True enough, you can accrue in-game currency by playing matches, but you won't know if the person you're kicking off against has drained their credit card to gather the cream of football's elite. Whether you find Ultimate Team a fitting reflection of the sport, which itself suffers no shortage of pay-to-win mechanics, or you see it as something of a warped joke is down to every player to decide.
What troubles many is that, though they are aware of its murky side, they can't deny the fun they have with it. I will make a terrible confession to you. I don't actually enjoy Ultimate Team. It's garish, the menus lag, and, despite this year's innovations (competitors from the women's game have joined the rosters, and you can improve players, by completing certain objectives, with a feature called Evolutions), the squads are silly. I have always had a preference for regular teams - minted by reality, monetary limitation, and morally compromised financial regulation. Hence the breathy relief in the way that Kick Off is described on the main menu: "The shortest distance between you and the pitch."

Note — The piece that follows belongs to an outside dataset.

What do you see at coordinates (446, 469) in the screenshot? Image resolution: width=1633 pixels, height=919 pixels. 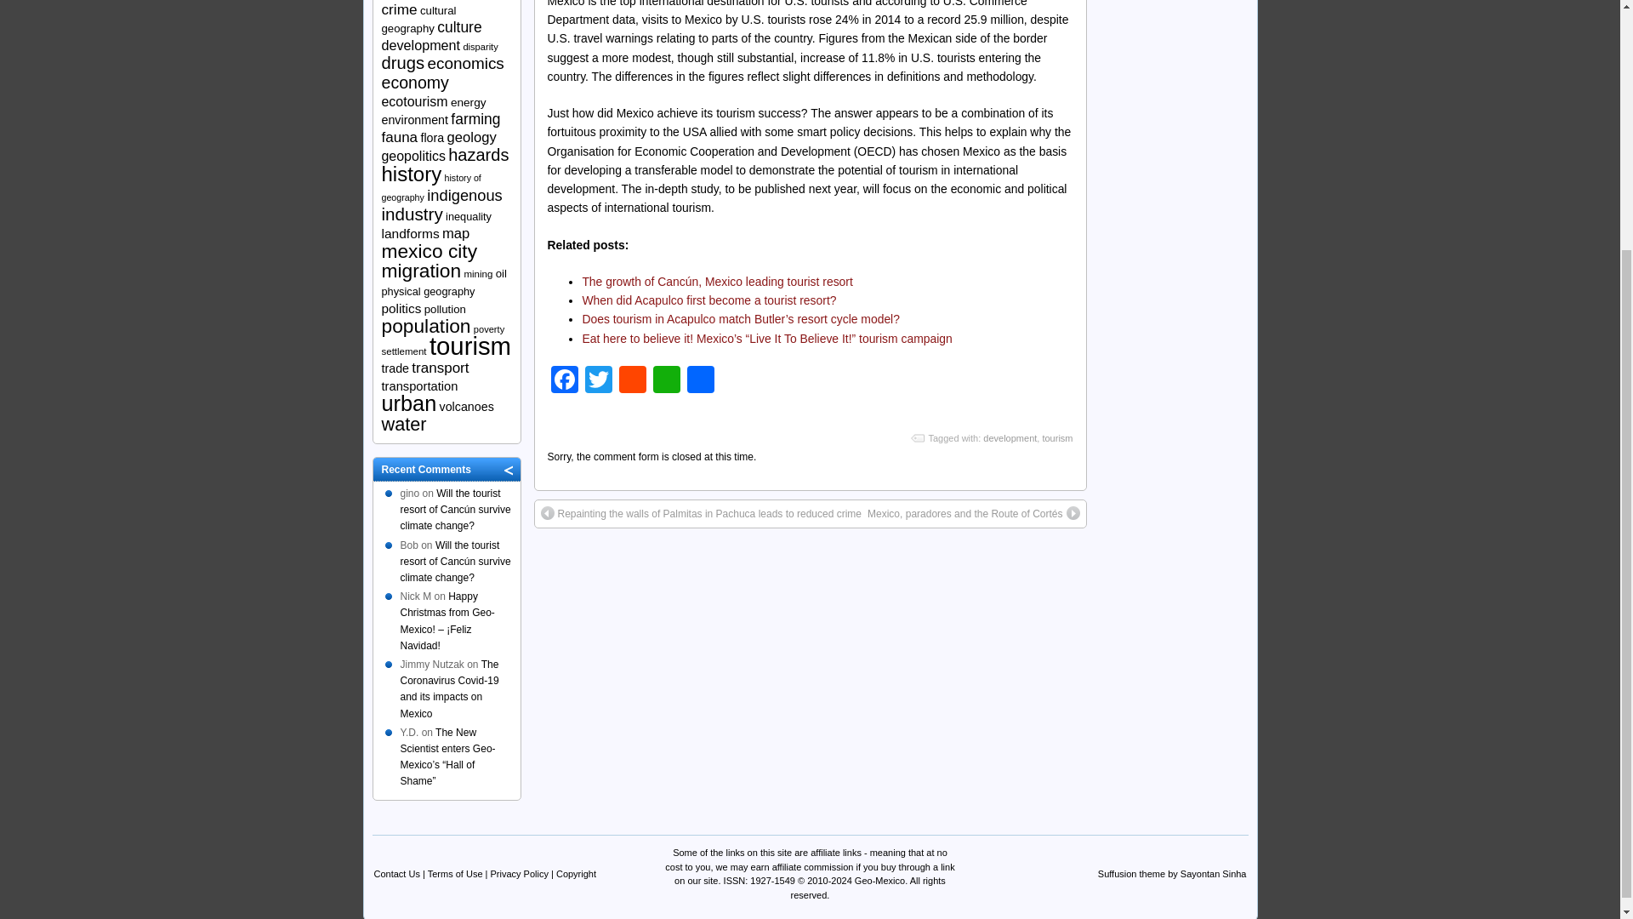 I see `click-down and drag to move this box` at bounding box center [446, 469].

If that is the distance you prefer to cover, then this year's game is a fine forwards step. Plus, the usual fittings and fixtures are in place. The ghost of FIFA Street lives on in Volta Mode. The Career Mode is here if you wish to mend a club's fortunes and ferry it to glory. And if your poison is Ultimate Team, then you will find it present and correct, with some good tweaks. There are improvements, and there are problems - business as usual. The era of EA Sports' FIFA may be over, but the game goes on.